Mexican Drug Violence Affects Golf


The alarming increase in the number of deaths related to warring Mexican drug cartels has hit home in golf.

On Monday, the LPGA Tour confirmed it has canceled the 2011 Tres Marias Championship in Morelia, saying players in the tournament would be at risk due to heightened drug-related violence in the area.

The event was slated to be held April 21-24. With the cancelation (the event is tentatively slated to return in 2012), there's now a three-week gap in April between the LPGA Tour's Kraft Nabisco and the Avnet LPGA Classic in Mobile, Ala.

"This week we decided officially to postpone it," LPGA Tour commissioner Whan said during the recent PGA Merchandise Show in Orlando.

Whan remarked that the recent violence at a Morelia soccer match in which gunmen killed seven people was as an example of the ongoing dangers the golfers might face in this part of Mexico.

"As a father, I couldn't say to other fathers, 'Your daughter should go to Morelia,' " Whan added. "I feel the pressure of playing, but another pressure . . . I never want to succumb to . . . is making a dumb decision to put lives in jeopardy."

The LPGA's contract with the tournament goes through next year, but an official said the tour would need to see significant improvement in personal safety in the area before it would return.

Morelia, the state capital of Michoacan, is one of many sections of Mexico that have been wracked by bloodshed from warring drug cartels. In 2010 alone, over 11,000 people were killed in drug-related violence.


_Exercise goal_. Every entry must be set down exactly in the answer; no pictures should appear.

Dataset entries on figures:
-- -- --
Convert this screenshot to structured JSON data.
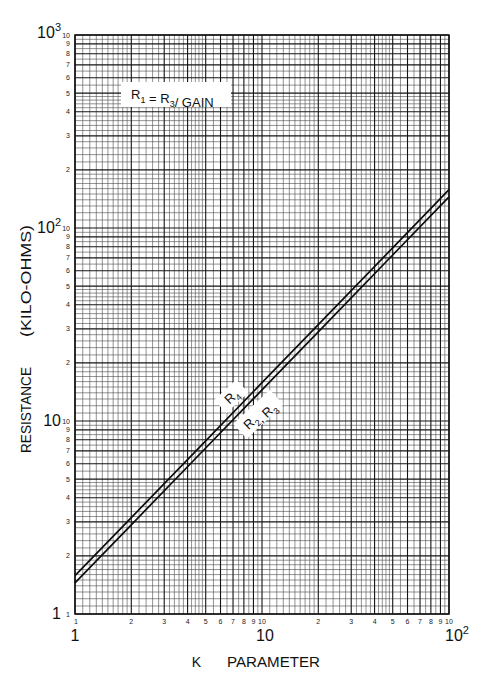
{
  "chart_data": {
    "type": "line",
    "title": "",
    "xlabel": "K PARAMETER",
    "ylabel": "RESISTANCE (KILO-OHMS)",
    "xlabel_parts": [
      "K",
      "PARAMETER"
    ],
    "ylabel_parts": [
      "RESISTANCE",
      "(KILO-OHMS)"
    ],
    "xscale": "log",
    "yscale": "log",
    "xlim": [
      1,
      100
    ],
    "ylim": [
      1,
      1000
    ],
    "grid": true,
    "legend": "none (labels placed inline along the lines)",
    "x_decade_labels": [
      {
        "value": 1,
        "base": "1",
        "exp": ""
      },
      {
        "value": 10,
        "base": "10",
        "exp": ""
      },
      {
        "value": 100,
        "base": "10",
        "exp": "2"
      }
    ],
    "y_decade_labels": [
      {
        "value": 1,
        "base": "1",
        "exp": ""
      },
      {
        "value": 10,
        "base": "10",
        "exp": ""
      },
      {
        "value": 100,
        "base": "10",
        "exp": "2"
      },
      {
        "value": 1000,
        "base": "10",
        "exp": "3"
      }
    ],
    "minor_tick_labels": [
      "1",
      "2",
      "3",
      "4",
      "5",
      "6",
      "7",
      "8",
      "9",
      "10"
    ],
    "series": [
      {
        "name": "R4",
        "label_parts": [
          {
            "t": "R"
          },
          {
            "t": "4",
            "sub": true
          }
        ],
        "x": [
          1,
          2,
          5,
          10,
          20,
          50,
          100
        ],
        "values": [
          1.58,
          3.16,
          7.9,
          15.8,
          31.6,
          79,
          158
        ]
      },
      {
        "name": "R2, R3",
        "label_parts": [
          {
            "t": "R"
          },
          {
            "t": "2",
            "sub": true
          },
          {
            "t": ", R"
          },
          {
            "t": "3",
            "sub": true
          }
        ],
        "x": [
          1,
          2,
          5,
          10,
          20,
          50,
          100
        ],
        "values": [
          1.45,
          2.9,
          7.25,
          14.5,
          29,
          72.5,
          145
        ]
      }
    ],
    "annotations": [
      {
        "text": "R1 = R3/GAIN",
        "parts": [
          {
            "t": "R"
          },
          {
            "t": "1",
            "sub": true
          },
          {
            "t": " = R"
          },
          {
            "t": "3",
            "sub": true
          },
          {
            "t": "/ GAIN"
          }
        ]
      }
    ]
  }
}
-- -- --
_Answer to the exercise_.
Convert this screenshot to structured JSON data.
{
  "chart_data": {
    "type": "line",
    "title": "",
    "xlabel": "K PARAMETER",
    "ylabel": "RESISTANCE (KILO-OHMS)",
    "xlabel_parts": [
      "K",
      "PARAMETER"
    ],
    "ylabel_parts": [
      "RESISTANCE",
      "(KILO-OHMS)"
    ],
    "xscale": "log",
    "yscale": "log",
    "xlim": [
      1,
      100
    ],
    "ylim": [
      1,
      1000
    ],
    "grid": true,
    "legend": "none (labels placed inline along the lines)",
    "x_decade_labels": [
      {
        "value": 1,
        "base": "1",
        "exp": ""
      },
      {
        "value": 10,
        "base": "10",
        "exp": ""
      },
      {
        "value": 100,
        "base": "10",
        "exp": "2"
      }
    ],
    "y_decade_labels": [
      {
        "value": 1,
        "base": "1",
        "exp": ""
      },
      {
        "value": 10,
        "base": "10",
        "exp": ""
      },
      {
        "value": 100,
        "base": "10",
        "exp": "2"
      },
      {
        "value": 1000,
        "base": "10",
        "exp": "3"
      }
    ],
    "minor_tick_labels": [
      "1",
      "2",
      "3",
      "4",
      "5",
      "6",
      "7",
      "8",
      "9",
      "10"
    ],
    "series": [
      {
        "name": "R4",
        "label_parts": [
          {
            "t": "R"
          },
          {
            "t": "4",
            "sub": true
          }
        ],
        "x": [
          1,
          2,
          5,
          10,
          20,
          50,
          100
        ],
        "values": [
          1.58,
          3.16,
          7.9,
          15.8,
          31.6,
          79,
          158
        ]
      },
      {
        "name": "R2, R3",
        "label_parts": [
          {
            "t": "R"
          },
          {
            "t": "2",
            "sub": true
          },
          {
            "t": ", R"
          },
          {
            "t": "3",
            "sub": true
          }
        ],
        "x": [
          1,
          2,
          5,
          10,
          20,
          50,
          100
        ],
        "values": [
          1.45,
          2.9,
          7.25,
          14.5,
          29,
          72.5,
          145
        ]
      }
    ],
    "annotations": [
      {
        "text": "R1 = R3/GAIN",
        "parts": [
          {
            "t": "R"
          },
          {
            "t": "1",
            "sub": true
          },
          {
            "t": " = R"
          },
          {
            "t": "3",
            "sub": true
          },
          {
            "t": "/ GAIN"
          }
        ]
      }
    ]
  }
}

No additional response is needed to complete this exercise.